The Middle East has unknowingly been living for ten days under threat of a regional war, which DEBKAfile’s military sources disclose was delivered by Syrian president Bashar Assad to UN-Arab League peace envoy Kofi Annan when they first met Saturday, March 10. Assad warned him in no uncertain terms that Syria was ready to unleash its missiles against any country preparing for military intervention in Syria before they moved.
While not mentioning them by name, the Syrian ruler was referring to Britain, France, Norway, Holland and Italy whose navies and air forces were last week drawn up ready for action in positions in the eastern Mediterranean and bases in the Middle East, including the Royal Air Force Akrotiri facility in Cyprus.
A Western military source reported to DEBKAfile Monday night, March 19 that those European forces were standing ready to cordon off certain Syrian regions and cities as “security zones” off limits to Syrian units including its air force.
Cruising opposite the Syrian coast are the USS Enterprise and the French Charles de Gaulle, both aircraft carriers. They are part of the combat disposition the West has arrayed against Iran and from their Mediterranean posts would take part in a military confrontation erupting in the Persian Gulf.
In his conversation with Annan,Turkey was the only foe Assad named specifically as his first target for a pre-emptive missile assault. He stressed he would have no qualms about attacking Turkey.
Turkish Prime Minister Tayyep Erdogan is due to set out next week on a visit to Seoul where he will rendezvous with US President Barack Obama, possibly on March 28, for policy alignment on the Iranian nuclear threat and the year-old Syrian crisis. Our Washington sources report that Obama has set aside six hours for his conversation with Erdogan.

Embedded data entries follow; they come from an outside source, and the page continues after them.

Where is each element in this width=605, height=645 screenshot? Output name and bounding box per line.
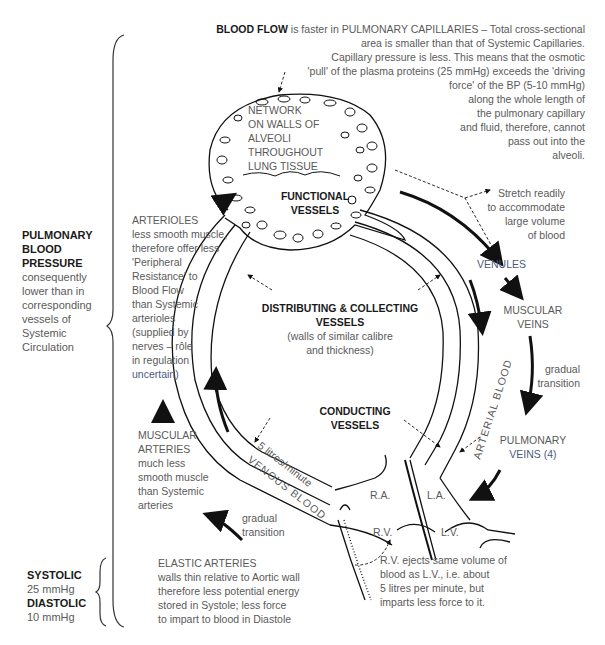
stretch-note: Stretch readilyto accommodate large volu… xyxy=(487,186,565,242)
pulmonary-pressure-bracket xyxy=(107,35,124,627)
gradual-transition-left: gradualtransition xyxy=(242,511,285,539)
pulmonary-veins-label: PULMONARYVEINS (4) xyxy=(488,433,578,461)
label-lv: L.V. xyxy=(441,526,459,538)
arterioles-title: ARTERIOLES xyxy=(132,213,227,227)
arterial-flow-arrow xyxy=(470,280,482,330)
elastic-to-muscular-arteries-arrow xyxy=(208,515,242,540)
distributing-collecting-label: DISTRIBUTING & COLLECTING VESSELS (walls… xyxy=(240,301,440,357)
gradual-transition-right: gradualtransition xyxy=(537,362,580,390)
diastolic-value: 10 mmHg xyxy=(27,610,86,624)
muscular-veins-label: MUSCULARVEINS xyxy=(493,303,573,331)
capillary-to-venules-arrow xyxy=(400,192,500,262)
label-rv: R.V. xyxy=(373,526,392,538)
arterioles-note: ARTERIOLES less smooth muscle,therefore … xyxy=(132,213,227,381)
label-la: L.A. xyxy=(427,489,446,501)
pulmonary-veins-to-la-arrow xyxy=(474,470,500,498)
systolic-value: 25 mmHg xyxy=(27,582,86,596)
pulmonary-bp-note: PULMONARY BLOOD PRESSURE consequentlylow… xyxy=(22,228,92,354)
network-label: NETWORKON WALLS OF ALVEOLITHROUGHOUT LUN… xyxy=(248,103,323,173)
diastolic-label: DIASTOLIC xyxy=(27,596,86,610)
blood-flow-heading: BLOOD FLOW xyxy=(216,23,288,35)
elastic-arteries-title: ELASTIC ARTERIES xyxy=(158,556,300,570)
conducting-vessels-label: CONDUCTINGVESSELS xyxy=(305,404,405,432)
pressure-values: SYSTOLIC 25 mmHg DIASTOLIC 10 mmHg xyxy=(27,568,86,624)
muscular-veins-to-pulmonary-veins-arrow xyxy=(527,336,532,410)
systolic-label: SYSTOLIC xyxy=(27,568,86,582)
venules-to-muscular-veins-arrow xyxy=(505,278,520,296)
label-ra: R.A. xyxy=(370,489,390,501)
venules-label: VENULES xyxy=(477,257,526,271)
muscular-arteries-note: MUSCULAR ARTERIES much less smooth muscl… xyxy=(138,428,209,512)
functional-vessels-label: FUNCTIONALVESSELS xyxy=(270,189,360,217)
rv-ejection-note: R.V. ejects same volume ofblood as L.V.,… xyxy=(380,553,507,609)
elastic-arteries-note: ELASTIC ARTERIES walls thin relative to … xyxy=(158,556,300,626)
venous-flow-arrow xyxy=(216,372,228,432)
systolic-diastolic-bracket xyxy=(96,558,106,626)
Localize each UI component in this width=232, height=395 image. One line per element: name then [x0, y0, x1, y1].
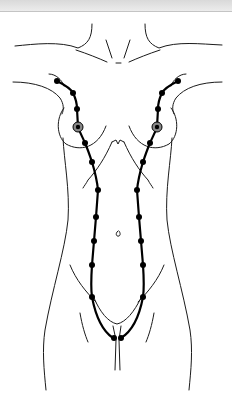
neck-shoulders-outline [15, 24, 222, 63]
milk-line-right [121, 81, 178, 338]
pelvis-outline [70, 265, 164, 370]
torso-diagram [0, 0, 232, 395]
milk-line-left [57, 81, 113, 338]
nipple-right [152, 122, 162, 132]
nipple-left [73, 122, 83, 132]
torso-outline [43, 138, 191, 390]
navel [116, 231, 120, 236]
arm-outline [13, 74, 222, 114]
milk-line-dots [54, 78, 181, 341]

From the South Korean capital, the Turkish leader is scheduled to fly straight to Tehran. The primary Middle East issues, a nuclear Iran and the Syrian impasse. are therefore destined to reach a critical point in the coming days.
This may partly explain the announcement from, Russian Black Sea headquarters at Sevastopol Monday that two Russian naval vessels had put into the Syrian port of Tartus. The vessels’ mission and names were not disclosed, excepting that one carried a unit of “anti-terrorist marines” and the other was a military tanker which joined a Russian naval reconnaissance and surveillance ship already tied up in Tartus.